Bold new essays demonstrate how Leonard Bernstein influenced American culture, society, and politics through his conducting, composing, political relationships, and activism.
The first detailed study of Schenker's pathbreaking 1906 treatise, showing how it reflected 2500 years of thinking about harmony and presented a vigorous reaction to Austro-Germanic music theory ca.
Examines in detail the contexts of Brahms's masterpiece and demonstrates that, contrary to recent consensus, it was performed and received as an inherently Christian work during the composer's life.
This book discusses the myriad ways in which Beethoven begins his works and the structural, rhetorical, and emotional implications of these beginnings for listeners.
The first full-length treatment of the operatic querelles in eighteenth-century France, placing individual querelles in historical context and tracing common themes of authority, national prestige and the power of music over popular sentiment.
The composer's diaries, translated for the first time, with commentary on his distinctive musical aesthetics and his relationship to artistic cross-currents in Czechoslovakia, France, and America.
Traces Eisler's art songs through the political crises of the twentieth century, presenting them as a way to intervene in the nationalist appropriation of aesthetic material.
This pathbreaking study reveals Purcell's extensive use of symmetry and reversal in his much-loved trio sonatas, and shows how these hidden structural processes make his music multilayered and appealing.
Described in the Radio Times (27 July 2015) as 'A remarkable, unique institution lying at the heart of British life', the Three Choirs Festival celebrated its three-hundred-year anniversary in 2015.
This book reveals Czech composer Bedrich Smetana as a dynamic figure whose mythology has been rewritten time and again to suit shifting political perspectives.
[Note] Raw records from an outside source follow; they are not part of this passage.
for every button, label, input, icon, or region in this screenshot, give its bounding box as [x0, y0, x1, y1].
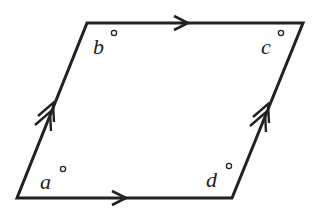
- angle-d-label: d: [206, 167, 218, 192]
- parallelogram-diagram: a b c d: [0, 0, 313, 220]
- angle-b-degree-icon: [111, 30, 116, 35]
- angle-c-label: c: [261, 34, 271, 59]
- angle-a-label: a: [40, 169, 51, 194]
- angle-c-degree-icon: [278, 30, 283, 35]
- angle-a-degree-icon: [60, 166, 65, 171]
- angle-d-degree-icon: [226, 163, 231, 168]
- angle-b-label: b: [93, 34, 104, 59]
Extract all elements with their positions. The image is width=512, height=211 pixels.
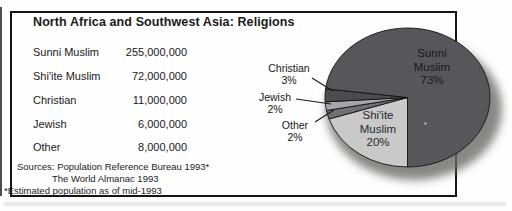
pie-label-shiite-muslim: Shi'ite Muslim 20%: [338, 109, 418, 150]
pie-label-line: Other: [260, 119, 330, 131]
pie-label-line: Muslim: [392, 61, 472, 75]
pie-label-line: 2%: [240, 103, 310, 115]
pie-label-line: Christian: [254, 62, 324, 74]
pie-label-line: 20%: [338, 136, 418, 150]
pie-label-line: 2%: [260, 131, 330, 143]
pie-label-line: Jewish: [240, 91, 310, 103]
figure-canvas: North Africa and Southwest Asia: Religio…: [0, 0, 512, 211]
pie-label-line: 3%: [254, 74, 324, 86]
pie-callout-other: Other 2%: [260, 119, 330, 143]
scan-speck: [424, 122, 426, 124]
pie-label-sunni-muslim: Sunni Muslim 73%: [392, 47, 472, 88]
pie-callout-jewish: Jewish 2%: [240, 91, 310, 115]
scan-shadow-band: [4, 202, 506, 206]
pie-label-line: Muslim: [338, 123, 418, 137]
pie-label-line: Sunni: [392, 47, 472, 61]
pie-callout-christian: Christian 3%: [254, 62, 324, 86]
pie-label-line: Shi'ite: [338, 109, 418, 123]
pie-label-line: 73%: [392, 74, 472, 88]
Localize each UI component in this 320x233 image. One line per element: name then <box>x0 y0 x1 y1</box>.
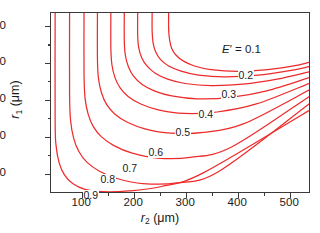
y-tick-300 <box>45 100 51 101</box>
contour-label-0-4: 0.4 <box>198 109 214 120</box>
contour-label-0-7: 0.7 <box>122 163 138 174</box>
y-tick-label-300: 300 <box>0 93 6 105</box>
contour-label-0-6: 0.6 <box>148 147 164 158</box>
y-axis-var: r <box>8 115 22 119</box>
x-tick-label-400: 400 <box>215 197 259 209</box>
y-axis-title: r1 (μm) <box>8 40 23 160</box>
x-tick-minor-450 <box>264 192 265 196</box>
y-tick-label-100: 100 <box>0 167 6 179</box>
x-tick-minor-150 <box>108 192 109 196</box>
contour-line-0-7 <box>84 13 309 159</box>
y-tick-100 <box>45 174 51 175</box>
y-tick-minor-150 <box>48 155 52 156</box>
contour-value-0-1: 0.1 <box>245 43 261 55</box>
contour-label-0-8: 0.8 <box>100 174 116 185</box>
x-tick-label-500: 500 <box>267 197 311 209</box>
y-tick-minor-250 <box>48 118 52 119</box>
figure-contour-plot: E′ = 0.1 0.2 0.3 0.4 0.5 0.6 0.7 0.8 0.9… <box>0 0 320 233</box>
x-tick-label-100: 100 <box>59 197 103 209</box>
y-tick-500 <box>45 26 51 27</box>
y-tick-minor-450 <box>48 44 52 45</box>
contour-line-0-9 <box>55 13 309 192</box>
x-axis-unit: (μm) <box>150 211 179 225</box>
y-axis-sub: 1 <box>14 110 24 115</box>
y-tick-label-400: 400 <box>0 56 6 68</box>
equals-symbol: = <box>232 43 245 55</box>
x-tick-minor-350 <box>212 192 213 196</box>
x-tick-minor-250 <box>160 192 161 196</box>
contour-label-series-title: E′ = 0.1 <box>221 44 262 56</box>
contour-lines-group <box>51 13 309 192</box>
y-tick-label-200: 200 <box>0 130 6 142</box>
contour-label-0-3: 0.3 <box>221 89 237 100</box>
y-tick-400 <box>45 63 51 64</box>
y-axis-unit: (μm) <box>8 80 22 109</box>
y-tick-200 <box>45 137 51 138</box>
E-symbol: E <box>222 43 230 55</box>
x-tick-label-200: 200 <box>111 197 155 209</box>
y-tick-label-500: 500 <box>0 20 6 32</box>
contour-label-0-2: 0.2 <box>238 70 254 81</box>
plot-area: E′ = 0.1 0.2 0.3 0.4 0.5 0.6 0.7 0.8 0.9 <box>50 12 310 193</box>
x-axis-title: r2 (μm) <box>0 211 320 226</box>
x-tick-label-300: 300 <box>163 197 207 209</box>
y-tick-minor-350 <box>48 81 52 82</box>
contour-label-0-5: 0.5 <box>175 127 191 138</box>
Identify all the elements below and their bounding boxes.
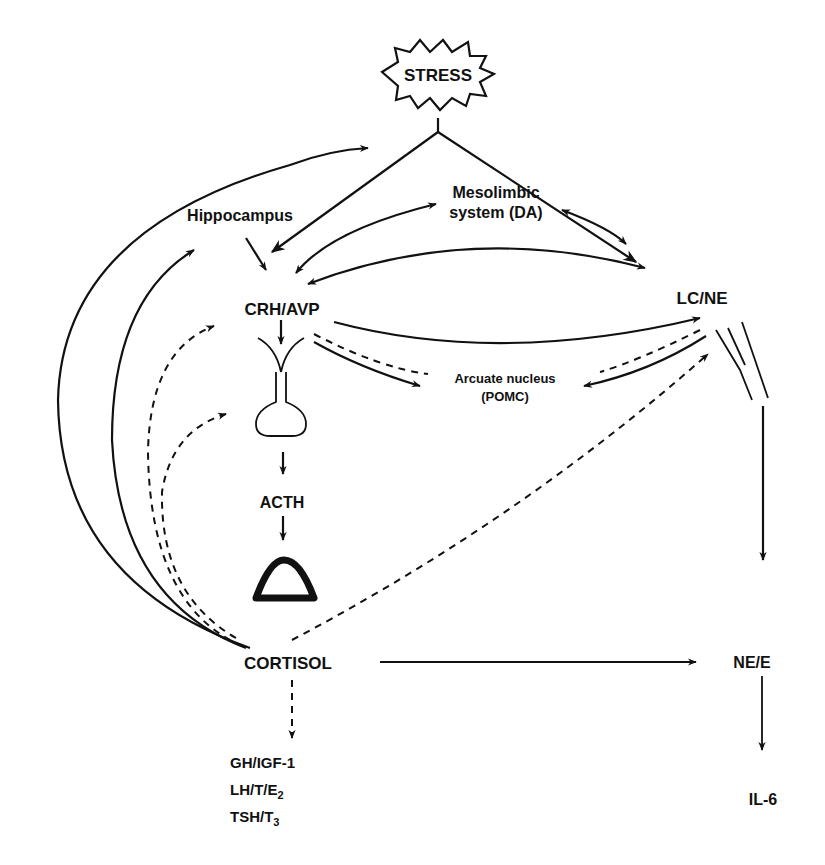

This collection of nine essays investigates the consumption of music during the long eighteenth century, providing insights into the activities of composers, performers, patrons, publishers, theorists, impresarios, and critics.
The first full-length analytic study devoted to the Concerto for Piano and Wind Instruments, combining sketch studies, musicological context, and straightforward analyses of all three movements.
The renowned treatise on music, by an eleventh-century monk, in a critical edition with annotated English translation, introduction, and detailed indexes.
The first full length study of Sir George Thomas Smart (1776-1867), musical animateur and early champion of the music of BeethovenSir George Thomas Smart (1776-1867) was a significant musical animateur of the early nineteenth century, who earned his living primarily as a conductor but was also significant as an organist, composer and recorder of events.
Approaches the topic of classical music in the GDR from an interdisciplinary perspective, questioning the assumption that classical music functioned purely as an ideological support for the state.
Explores the visionary, mystical, and ecstatic traditions that influenced the music of the 1960s *; Examines the visionary, spiritual, and mystical influences on the Grateful Dead, the Beatles, the Rolling Stones, Bob Dylan, Van Morrison, the Incredible String Band, the Left Banke, Lou Reed and the Velvet Underground, and others *; Shows how the British Invasion acted as the ';detonator' to explode visionary music into the mainstream *; Explains how 1960s rock and roll music transformed consciousness on both the individual and collective levels The 1960s were a time of huge transformation, sustained and amplified by the music of that era: Rock and Roll.
Presents current analytic views by established scholars of the traditional tonal repertoire, with essays on works by Bach, Handel, Haydn, Mozart, Beethoven, Schubert, Chopin, and Brahms.
Examines Mendelssohn's relationship to the past, shedding light on the construction of historical legacies that, in some cases, served to assert German cultural supremacy only two decades after the composer's death.
NPR Best Books of 2017In this sweeping history of popular music in the United States, NPR's acclaimed music critic examines how popular music shapes fundamental American ideas and beliefs, allowing us to communicate difficult emotions and truths about our most fraught social issues, most notably sex and race.
A tour de force of storytelling years in the making: a dual biography of two of the greatest songwriters, Bob Dylan and Woody Guthrie, that is also a murder mystery and a history of labor relations and socialism, big business and greed in twentieth-century Americawoven together in one epic saga that holds meaning for all working Americans today.
The relationship between Romanticism and film remains one of the most neglected topics in film theory and history, with analysis often focusing on the proto-cinematic significance of Richard Wagner's music-dramas.
The relationship between Romanticism and film remains one of the most neglected topics in film theory and history, with analysis often focusing on the proto-cinematic significance of Richard Wagner's music-dramas.
In Janelle Monae's full-length debut, the science fiction concept album The ArchAndroid, the android Cindi Mayweather is on the run from the authorities for the crime of loving a human.
In Janelle Monae's full-length debut, the science fiction concept album The ArchAndroid, the android Cindi Mayweather is on the run from the authorities for the crime of loving a human.
Shelved for over 20 years, Sam Cooke's Live at the Harlem Square Club, 1963, stands alongside Otis Redding's Live in Europe and James Brown's Live at the Apollo as one of the finest live soul albums ever made.